The second installment in ABKCO's series of box sets containing CD replicas of the Rolling Stones' singles and EPs, Singles 1965-1967 covers the classic period between "(I Can't Get No) Satisfaction" and "In Another Land," the time when the Stones started to reach beyond their hard blues base, and created some of their most indelible music…
Only some twenty works out of what was originally a far greater number of secular cantatas have survived in performable condition. They nevertheless offer a welcome complement to our image of Bach the church musician, and reveal a composer who approached secular music with the same artistic integrity and demand for quality that we find in his sacred music.
Academy of Ancient Music, Cambridge Handel Opera Company, Cambridge Early Music and Julian Perkins are proud to present the first professional recording of John Eccless Semele (c.1707), a notable early setting of the great English libretto by William Congreve better known in a version by GF Handel from 1744. Academy of Ancient Musics mission is to explore, reveal and preserve the great treasure house of baroque and classical music, and a spirit of newfound discovery runs through all our work.

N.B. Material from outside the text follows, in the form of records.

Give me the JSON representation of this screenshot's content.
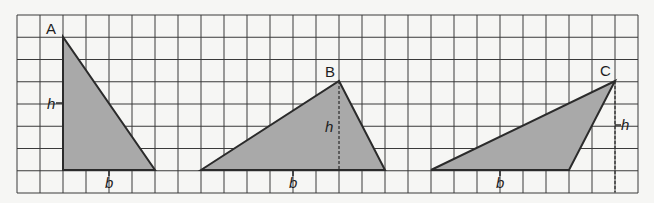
{
  "grid": {
    "left": 17,
    "top": 15,
    "cols": 27,
    "rows": 8,
    "cell_w": 23,
    "cell_h": 22.25,
    "line_color": "#3a3a3a"
  },
  "colors": {
    "fill": "#a9a9a9",
    "stroke": "#2b2b2b",
    "background": "#f6f6f4"
  },
  "triangles": [
    {
      "name": "A",
      "label": "A",
      "base_label": "b",
      "height_label": "h",
      "points": "63,37 63,170 155,170"
    },
    {
      "name": "B",
      "label": "B",
      "base_label": "b",
      "height_label": "h",
      "points": "201,170 339,81 385,170"
    },
    {
      "name": "C",
      "label": "C",
      "base_label": "b",
      "height_label": "h",
      "points": "431,170 615,81 569,170"
    }
  ]
}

Though a pupil of the great orchestrator Rimsky-Korsakov, and in turn a teacher to the likes of Rachmaninov, Glière, and Scriabin, Anton Arensky himself is a composer often forgotten when contemplating the Russian greats. Productive in many genres, it is perhaps in his chamber music that this unduly neglected composer truly shines. His writing has much of the same textural sophistication and melodic beauty as his close friend, Tchaikovsky. In fact, the theme on which the Second Quartet's Variations are based is drawn from a Tchaikovsky quartet. Performing Arensky's First and Second string quartets, along with the Piano Quintet, is the Ying Quartet. This ensemble's playing is characterized by a surprisingly precise, consistent uniformity of sound and exactness of articulation, making it seem as if a single instrument were playing as opposed to four independent parts. All aspects of their technical execution are polished and refined, which only enhances their equally enjoyable musical effusiveness, rich, deep tone, and understanding of Arensky's scores that casts them in the best possible light.